The interpreter spoke mockingly. “Prince Bulkezu wishes to share wine with his Wendish brother, in token of their kinship.”

“Is he going to poison me?” whispered Ekkehard, trying to look courageous and cool.

“Nay, my lord prince, he’s going to do just as he says, share a cup of wine with you that he’s taken off some poor God-fearing decent folk who are now dead and lying unburied, food for the ravens. I hope you enjoy it.”

It seemed to Hanna that not one man there was paying attention to her. There were no obvious sentries anywhere. Most of the two dozen men in the small clearing stood around watching with various expressions of amusement the interplay between their prince and his prisoners. Off to the right, beyond the tents, seven men moved among the horses. These stocky creatures looked awkward compared to the bigger, prettier mounts captured with Ekkehard. One older man with a tattooed face and wearing a strange costume composed of dozens of scraps of cloth sewn into a patchwork stood off to one side, where he fingered the elfshot gashes torn into the roan’s rump. With an absent, almost crazy smile, he smeared a yellowish paste onto the wounds, letting another man hold the horse’s head so it wouldn’t bolt.

She shifted sideways on her knees as Ekkehard made up his mind to approach the princely tent with as much dignity as his tied hands allowed. With everyone watching that little procession, she might have a chance to make a break for it.

But to what end? Would abandoning Ekkehard result in his execution? Could she really expect to escape when they had horses and she was on foot? Were the shadow elves still lurking in the forest?

Yet no matter what, no matter the risk or the consequences, she had to try to reach the king. He had to be made to understand that Quman raiding parties were overrunning the eastern borders of his kingdom.

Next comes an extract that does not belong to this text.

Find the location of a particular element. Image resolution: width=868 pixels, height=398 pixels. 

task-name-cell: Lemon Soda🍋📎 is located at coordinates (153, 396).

Hanna got a foot under her, pushed up—

—and saw a needle-thin arrow skate across the snow right in front of her. It dissolved into smoke, melting down into the snow. A cloud of air, puffing out from nose and mouth, shrouded her vision briefly, but the shadow forms of the Lost Ones were unmistakable once you knew them, old enemies returned to haunt her. She sucked in air, and the mist cleared. A dozen bows aimed down at the camp as the shadow elves gathered at the forest’s edge.

At whose hands would death be worse?

Like firebrands being quenched in water, arrows hissed and smoked through the brittle air. Two struck into the snow, first at one side of her and then, as she rolled away, to the other. Tiny trails of smoke rose where the arrows melted into the snow.

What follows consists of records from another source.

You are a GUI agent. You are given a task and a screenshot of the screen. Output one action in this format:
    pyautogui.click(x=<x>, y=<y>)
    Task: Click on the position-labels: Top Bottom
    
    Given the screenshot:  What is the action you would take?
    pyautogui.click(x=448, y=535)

It seemed impossible for such delicate threads to be so deadly.

A scream pierced the quiet clearing. A Quman soldier reeled backward, hands grasping his head. Blood leaked between his gloved fingers as he staggered and fell, although his scream echoed on and on in time to the pounding of her heart.

She scrambled backward. An arrow streaked toward the Quman prince. Whether by luck or calculation, he twisted, catching the dart on his griffin wings. A shower of sparks like a hot iron forge lit up the dawn.

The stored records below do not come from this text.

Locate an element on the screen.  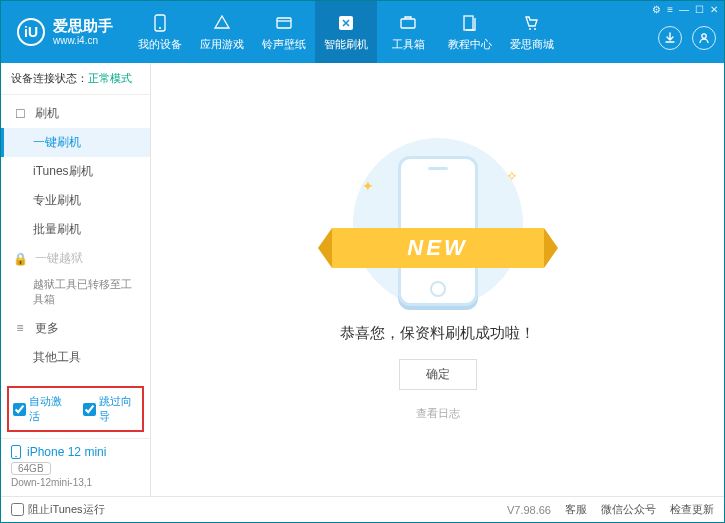
nav-label: 我的设备 is located at coordinates (160, 44).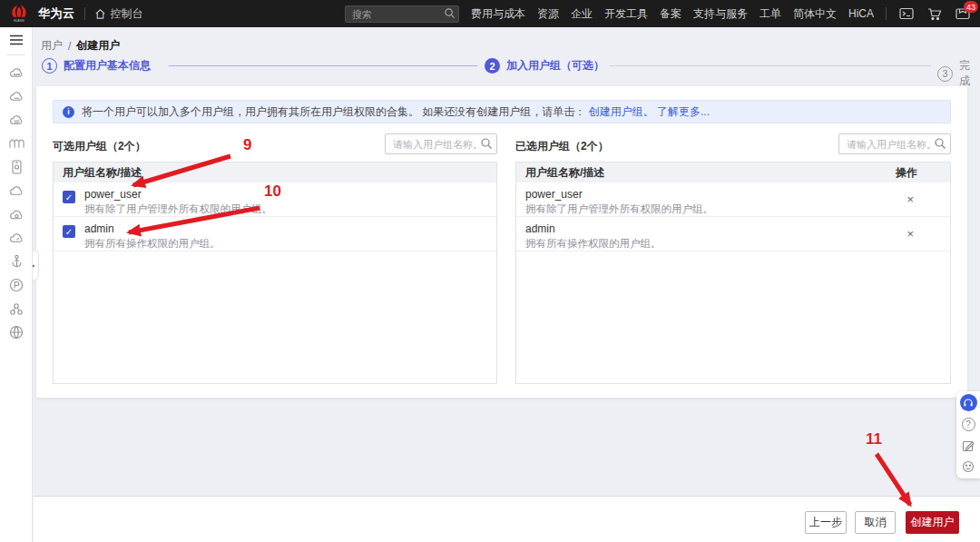 This screenshot has width=980, height=542. What do you see at coordinates (441, 143) in the screenshot?
I see `available-groups-search` at bounding box center [441, 143].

Bulkezu shouted unintelligible orders. Those with horses near turned them to become shields against the shadow foe. A few Quman loosed arrows in reply, but their shots flew wildly, clumsily drawn, and the shadows always faded into bush or tree before Quman arrows could strike a target.

A half-dozen Quman soldiers shoved Prince Ekkehard and his company toward the big pavilion. Lord Welf fell, although Hanna did not see where he was hit. A burly soldier hooked him under the armpits and dragged him on after the others.

The patch-cloak man let out a sudden whoop, dancing toward the prince, who had slapped his helmet back over his head. The shaman stripped off his cloak to reveal a naked torso, his chest and back covered with fantastic blue-black tattoos. As he babbled and pranced, the designs, wild and magical animals, scenes of battle, celestial forms, began to writhe and come to life.

Hanna shook her head hard, thinking she was seeing things, and found shelter behind a stalwart pony too stupid to be scared. She could not keep her gaze from the dancing man, his stocky, hairless torso, muscular legs, and powerful arms. In each of his ears he wore a chain of three human noses. A golden needle pierced the septum of his nose, with a human ear, dried and withered, skewered on each end. His hands were gloved in skins from human feet and his feet in skins from human hands.

Bulkezu ducked, catching a shower of arrows in his wings again, and took cover behind the captured roan. But the shaman crouched in plain sight and sang. With each phrase he hunkered lower and lower until Hanna thought he meant to dig himself entirely into the snow. A white haze rose around him, like wind blowing the top layer off a snowy field, and his tattoos actually slipped off his body onto the snow and like a thousand wriggling worms climbed up onto Bulkezu, and the horse, spreading and growing until a half-dozen men and then a dozen more were dappled with his tattoos.